At the same time, we can’t — as the administration is proposing to do — simply shuffle thousands of men with possible terrorist connections into the United States and hope they don’t cause any trouble once they’re here. The attacks in Paris have reminded us that terrorism is alive and well in the West, and now is not the time to let down our guard. So yes, we’ve got to welcome people fleeing persecution, but we absolutely cannot let men with terrorist ambitions take advantage of our hospitality.

We’ve got to address this problem at its source — Syria. Does that mean sending troops into Syria? I don’t think we know the answer to that yet, but I’ll tell you what it doesn’t mean: It doesn’t mean we should declare an intention to stay out of Syria. You don’t proclaim your intentions to your enemies in the way this administration has done. Never. [with annoyed expression] Why would we give Assad and ISIS that kind of assurance?

On immigration, again the principle is very simple: Let’s keep those who work hard and contribute to our economy, and let’s keep the lawbreakers out.

This administration has not led on immigration. It has followed, and as a result it has failed badly. We were told — for years we were told — the president would produce a plan to deal with the catastrophe that is our immigration system.
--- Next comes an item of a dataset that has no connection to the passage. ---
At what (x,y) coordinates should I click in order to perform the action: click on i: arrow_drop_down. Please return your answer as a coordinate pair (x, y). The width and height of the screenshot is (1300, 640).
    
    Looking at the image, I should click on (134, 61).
All we got was an executive order saying illegals didn’t have to obey the law.

No plan. No proposed legislation. No negotiation with Congress. Just an executive order.
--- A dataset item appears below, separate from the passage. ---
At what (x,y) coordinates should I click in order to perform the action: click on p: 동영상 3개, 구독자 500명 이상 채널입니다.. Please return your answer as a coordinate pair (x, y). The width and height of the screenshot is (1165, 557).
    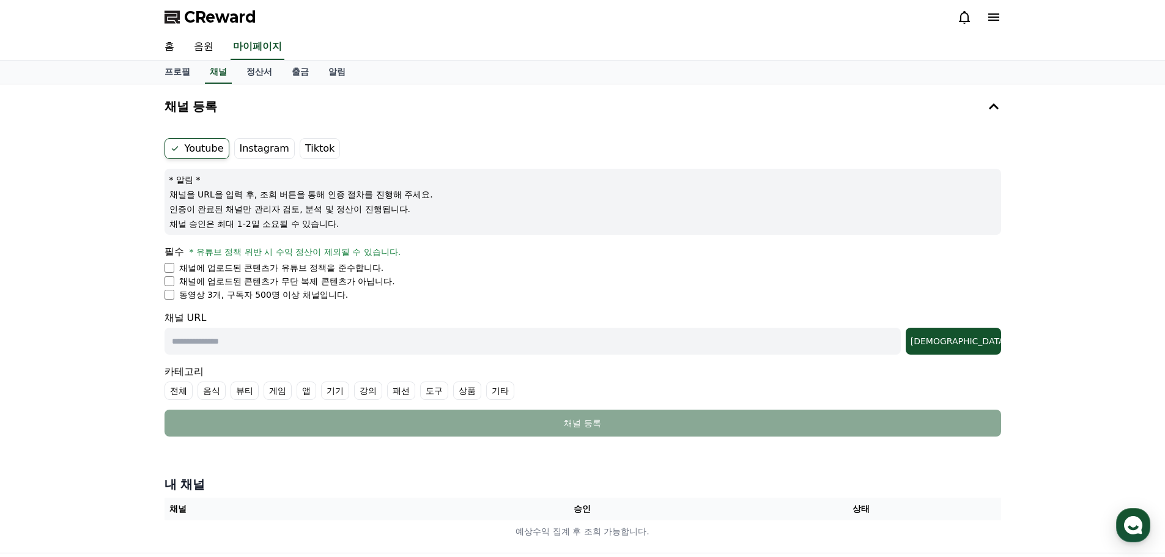
    Looking at the image, I should click on (264, 295).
That’s not “immigration reform,” and it’s not leadership. [shouting] That’s sheer lawless autocracy.

President Obama, we still have a Congress in this country, and we fought a war to get rid of a king. Illegal executive orders are no substitute for leadership.

On health care, we need to put the individual in charge, not bureaucrats. It’s as simple as that.

The misnamed Affordable Care Act did precisely the opposite by empowering the federal government to commandeer the nation’s health insurance market. When I’m president, item No. 1 is going to be reversethe entire bureaucratic nightmare we call Obamacare.

We can’t just say “get rid of Obamacare,” though. We’ve got to replace it with commonsense free-market reforms — reforms like allowing insurance companies to compete across state lines and getting rid of mandated insurance benefits that drive up costs for everyone.

On abortion, we need to regain the moral clarity we’ve lost.

We need to remember what the pro-life movement understood nearly a half-century ago, when abortion was first legalized across the nation by judicial fiat. And that is this: that human life is sacred, that we as a nation have a right to protect human life with our laws, and that the unborn aren’t to be treated as morally insignificant collections of cell tissue and sold like meat at a supermarket.

When I’m president, I will make it my mission to see that Planned Parenthood is not only defunded but investigated.

That brings us to the courts. We need people on the bench who understand that they’re not cultural warriors — they’re judges.

Unfortunately the Court again overstepped its bounds by unilaterally redefining marriage. Whatever your view on same-sex marriage, I think we can all agree that five justices in Washington, D.C., have neither the wisdom nor the right to redefine an institution.

I reject that understanding of the court’s role. As president, I can promise you that I’ll appoint federal judges and Supreme Court justices who understand their role: to rightly interpret the laws and the Constitution, not to invent new moral imperatives and impose them on an entire society.

If you feel the same way on these issues, and I know the vast majority of Americans do, I need you to get out there and do your part. I need you to stay engaged, [dramatic hand gesture, as if pointing to a plane in the distance] all the way to November.

Because remember: This election isn’t about me, or Hillary Clinton, or anyone else. It’s about where we’re headed as a nation, and I believe we’re headed up toward economic freedom, self-governance, strength abroad and prosperity at home.

Thank you, and may God bless America.